Let’s not pretend that desert expansion is a result of human activity.
Yet they boldly proclaim “...the total number of trees has plummeted by roughly 46 percent since the start of human civilization, the study estimates.”
We could establish goals of x trees per square mile and send them a democrat for every square mile that doesn’t meet the goal.
A truly renewable fuel source.
Ever since the first Surveyor satellite was launched in 1968, the land area under tree cover in the world has measurably increased every year.
How large does a tree have to be to count?
This is the other part of the global climate debate that no one talks about in politics:
Land Use. The impact of agriculture vs. forests on CO2 levels.
Perhaps this is more of a culprit, for CO2 rise, than American SUVs?
Who knows?
But then again, CO2 is not a greenhouse gas, (methane and water vapor are), so why are we talking about land use, unless we talk about its impact on methane and water vapor?
People want to eat,and it’s hard to farm in a forest.
3 trillion trees take up a LOT of earth-warming CO2.
We may be heading toward another ice age!
:O!
There are 7.5 times as many trees as previously thought, but....

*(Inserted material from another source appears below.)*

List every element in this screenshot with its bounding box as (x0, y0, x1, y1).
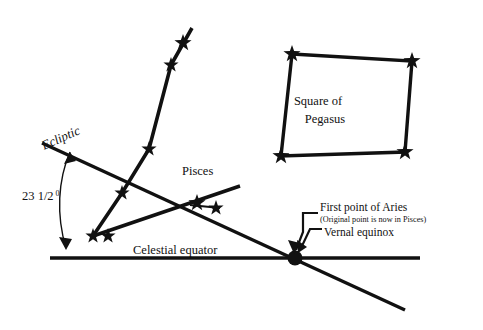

There are half as many trees as there were before people.
First - poor estimates strain the credibility of the estimates.
Second - most of the deforestation of Africa occurred in early human history. The implication that humans are responsible also strains the credibility of the estimates.
Dropped 46%, and yet recent studies in South America have revealed that most of the “Rain Forest” there post-dates the various MesoAmerican cultures i.e. a lot of Central and South America was deforested by the MayIncAztecs and *grew back*.
So right there I have to doubt their numbers. They’re probably also counting the desertification of the Sahara which roughly correlates to the appearance of protohominids, which they have “deemed” the start of “human” civilization.
Save the trees - eliminate ‘rat cities.
US forest acreage hit its low in 1920 (750 million acres in 1920, out of 1045 million (not incl. Alaska & Hawaii) when Europeans arrived).
Since then we’ve been replacing forest (currently at a rate of about 3 million acres a year).
One reason is that we don’t need farmland to grow food for the horses who were the main transpostation power before cars.
In 1910, 25 to 30% of all the farmland in US was used to grow food for the horses.
Oil/gas has a FAR smaller footprint than growing food for horses — 83 million acres for horse food in 1910, compared to 16 million acres for all energy production and conversion now.
But we’d be going backwards with solar and wind, which have a big footprint.
Tree Leaves Matter !!!
The culprit is the growth of ‘rat headcount.